For any team considering a custom gateway, these lessons offer a clear direction: plan for scale early, prioritize maintainability, and treat compliance as architecture, not overhead.

To Sum Up

For this medical equipment manufacturer, a custom gateway was the only viable solution for a fragmented, multi-country ecommerce operation. Off-the-shelf tools couldn’t support critical providers, nor could they align with the client’s strict compliance model or internal release cadence.

So, if limitations and customizations a ready-made payment provider requires outweigh the capabilities it brings, maybe it’s a sign to consider a custom solution. In this case, prioritize modular design, centralized routing, and clear abstraction from the start. Treat compliance as a core part of the system, not an add-on, and structure your logging for full visibility. These principles make it easier to scale, maintain, and trust.
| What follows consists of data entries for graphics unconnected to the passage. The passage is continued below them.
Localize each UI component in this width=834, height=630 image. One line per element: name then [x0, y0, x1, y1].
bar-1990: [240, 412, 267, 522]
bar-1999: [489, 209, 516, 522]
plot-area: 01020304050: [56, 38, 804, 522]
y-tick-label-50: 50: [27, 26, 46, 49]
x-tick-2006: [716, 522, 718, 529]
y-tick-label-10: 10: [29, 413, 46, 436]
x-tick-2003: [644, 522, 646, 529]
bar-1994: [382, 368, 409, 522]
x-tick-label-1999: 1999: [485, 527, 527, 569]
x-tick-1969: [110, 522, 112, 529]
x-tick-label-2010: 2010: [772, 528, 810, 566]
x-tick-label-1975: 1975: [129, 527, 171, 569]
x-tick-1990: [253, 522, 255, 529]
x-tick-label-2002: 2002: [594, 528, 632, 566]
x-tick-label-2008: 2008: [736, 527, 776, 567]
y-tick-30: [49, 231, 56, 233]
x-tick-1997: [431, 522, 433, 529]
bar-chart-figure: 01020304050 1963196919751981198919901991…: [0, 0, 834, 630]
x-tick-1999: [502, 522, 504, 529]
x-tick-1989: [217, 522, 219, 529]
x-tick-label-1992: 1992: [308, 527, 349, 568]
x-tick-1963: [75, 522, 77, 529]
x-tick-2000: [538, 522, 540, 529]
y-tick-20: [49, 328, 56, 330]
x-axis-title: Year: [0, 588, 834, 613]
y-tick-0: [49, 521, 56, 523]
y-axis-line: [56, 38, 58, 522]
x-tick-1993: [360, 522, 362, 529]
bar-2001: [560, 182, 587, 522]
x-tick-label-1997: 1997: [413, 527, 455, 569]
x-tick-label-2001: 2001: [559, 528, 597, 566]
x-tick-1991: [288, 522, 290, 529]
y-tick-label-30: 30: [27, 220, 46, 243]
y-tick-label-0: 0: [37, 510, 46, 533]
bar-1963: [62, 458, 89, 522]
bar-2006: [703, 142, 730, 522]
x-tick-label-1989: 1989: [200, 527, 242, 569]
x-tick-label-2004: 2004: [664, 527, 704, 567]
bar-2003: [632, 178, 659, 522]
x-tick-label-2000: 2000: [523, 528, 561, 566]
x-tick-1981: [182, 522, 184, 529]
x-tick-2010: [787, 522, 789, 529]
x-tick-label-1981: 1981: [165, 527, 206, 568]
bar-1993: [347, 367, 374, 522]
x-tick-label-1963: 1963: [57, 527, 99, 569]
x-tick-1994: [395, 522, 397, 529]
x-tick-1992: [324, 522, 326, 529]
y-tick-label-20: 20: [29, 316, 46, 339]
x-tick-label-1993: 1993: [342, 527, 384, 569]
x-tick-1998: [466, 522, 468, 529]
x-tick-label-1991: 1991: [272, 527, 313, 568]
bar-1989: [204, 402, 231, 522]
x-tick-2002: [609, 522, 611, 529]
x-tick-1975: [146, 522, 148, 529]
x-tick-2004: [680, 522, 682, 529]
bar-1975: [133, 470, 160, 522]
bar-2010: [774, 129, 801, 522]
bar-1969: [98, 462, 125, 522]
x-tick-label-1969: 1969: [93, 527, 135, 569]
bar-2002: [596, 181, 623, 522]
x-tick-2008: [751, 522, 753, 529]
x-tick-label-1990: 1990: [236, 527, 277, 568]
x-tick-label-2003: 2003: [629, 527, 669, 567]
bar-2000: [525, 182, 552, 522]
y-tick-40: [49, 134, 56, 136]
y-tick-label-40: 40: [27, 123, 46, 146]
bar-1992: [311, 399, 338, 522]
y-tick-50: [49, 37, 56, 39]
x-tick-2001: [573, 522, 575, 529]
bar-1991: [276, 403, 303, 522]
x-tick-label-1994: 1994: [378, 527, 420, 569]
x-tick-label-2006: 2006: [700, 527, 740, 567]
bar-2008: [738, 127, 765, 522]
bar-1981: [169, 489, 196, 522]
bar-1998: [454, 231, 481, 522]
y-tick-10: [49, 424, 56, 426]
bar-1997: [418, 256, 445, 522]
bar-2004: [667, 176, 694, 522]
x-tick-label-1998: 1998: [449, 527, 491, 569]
These are the foundations that will carry your gateway forward.

If you’re exploring how to create your own payment gateway, reach out — we’d be happy to share our insights or provide professional tech assistance.

FAQ

  • How much does it cost to create a payment gateway?

    The cost of a custom payment gateway varies widely, depending on factors like supported regions, customization level, integration depth, and compliance needs, making it impossible to define a fixed price without understanding the specific project scope.

  • Is a payment gateway profitable?

    While a payment gateway doesn’t generate revenue on its own, it can significantly reduce transaction fees, increase reliability, and give you long-term control, especially when scaling across regions or switching providers without being locked into third-party platforms. For Expert Soft’s client, a custom solution helped to save about $100M on operational expenses.

  • What are the four types of payment gateways?

    The main types of payment gateways include: hosted gateways (redirect-based), self-hosted gateways (on your servers), API-based gateways (full control via back-end integration), embedded or local SDKs offered by banks or providers for region-specific implementations.

Andreas Kozachenko
Head of Technology Strategy and Solutions

Andreas Kozachenko, Head of Technology Strategy and Solutions at Expert Soft, has led the development of secure, high-load payment systems. His expertise offers practical lessons from building a gateway that delivers massive cost savings for enterprise clients.